"If you please, if you please." Nikolai Petrovitch turned to Bazarov.
"Before supper," he said, "would you care to go to your room?"
"I thank you, no. But please have my trunk conveyed thither, and also this wrap." And Bazarov divested himself of his cloak.
"Certainly. Prokofitch, take the gentleman's cloak."
The old butler received the garment gingerly, held it well away from him with both hands, and left the room on tiptoe.
"And you, Arkady?" continued Nikolai Petrovitch. "Do you not wish to go to your room?"
"Yes; for a wash I should be thankful," was Arkady's reply as he moved towards the door. At that moment it opened to admit a man of medium height who was dressed in a dark English suit, a fashionably low collar, and a pair of patent leather boots. This was Paul Petrovitch Kirsanov. Although forty-five, he had close-cropped grey hair of the sheen of new silver, and his sallow, unwrinkled face was as clear-cut and regular of outline as though carved with a light, fine chisel. Still retaining traces of remarkable comeliness, his bright, black, oblong eyes had a peculiar attraction, and his every well-bred, refined feature showed that symmetry of youth, that air of superiority to the rest of the world which usually disappears when once the twenties have been passed.
Drawing from his trouser pocket a slender hand the long, pink nails of which looked all the slenderer for the snowy whiteness of the superimposed cuff and large opal sleeve-link, he offered it to his nephew; after which, this prefatory European "handshake" over, he thrice kissed Arkady in the Russian fashion—that is to say, touched his nephew's cheek with his perfumed moustache, and murmured: "I congratulate you."
Next Nikolai Petrovitch presented to him Bazarov. Inclining his supple figure with a faint smile, Paul Petrovitch this time did not offer his hand. On the contrary, he replaced it in his pocket.
"I was beginning to think that you never meant to arrive," he said with an amiable hoist of his shoulders and a display of some beautiful white teeth. "What happened to you?"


Reproduce the records below in full and word for word, excluding pictures.

[[ Provided records, beginning ]]

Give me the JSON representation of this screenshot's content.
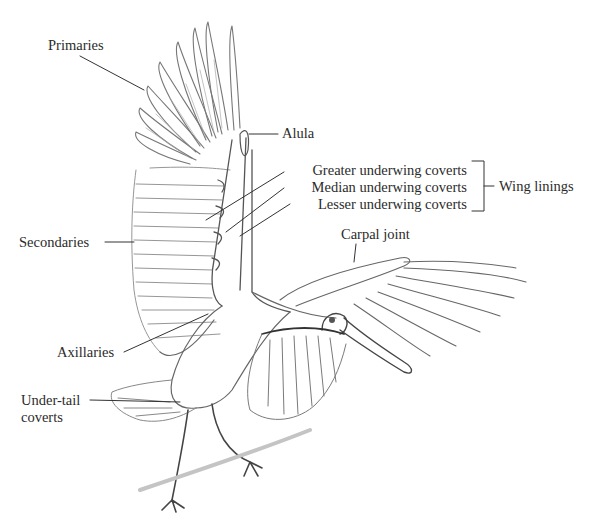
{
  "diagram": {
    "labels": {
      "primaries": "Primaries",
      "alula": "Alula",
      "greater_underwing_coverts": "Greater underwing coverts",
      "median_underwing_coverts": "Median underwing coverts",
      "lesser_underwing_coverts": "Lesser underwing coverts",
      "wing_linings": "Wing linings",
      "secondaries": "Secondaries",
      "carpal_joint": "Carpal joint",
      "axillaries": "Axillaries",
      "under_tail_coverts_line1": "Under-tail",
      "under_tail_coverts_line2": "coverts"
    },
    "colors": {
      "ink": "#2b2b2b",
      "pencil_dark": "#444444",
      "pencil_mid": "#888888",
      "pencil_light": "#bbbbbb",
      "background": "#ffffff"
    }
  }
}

[[ Provided records, end ]]

> [Solution for this problem]
Give me the JSON representation of this screenshot's content.
{
  "diagram": {
    "labels": {
      "primaries": "Primaries",
      "alula": "Alula",
      "greater_underwing_coverts": "Greater underwing coverts",
      "median_underwing_coverts": "Median underwing coverts",
      "lesser_underwing_coverts": "Lesser underwing coverts",
      "wing_linings": "Wing linings",
      "secondaries": "Secondaries",
      "carpal_joint": "Carpal joint",
      "axillaries": "Axillaries",
      "under_tail_coverts_line1": "Under-tail",
      "under_tail_coverts_line2": "coverts"
    },
    "colors": {
      "ink": "#2b2b2b",
      "pencil_dark": "#444444",
      "pencil_mid": "#888888",
      "pencil_light": "#bbbbbb",
      "background": "#ffffff"
    }
  }
}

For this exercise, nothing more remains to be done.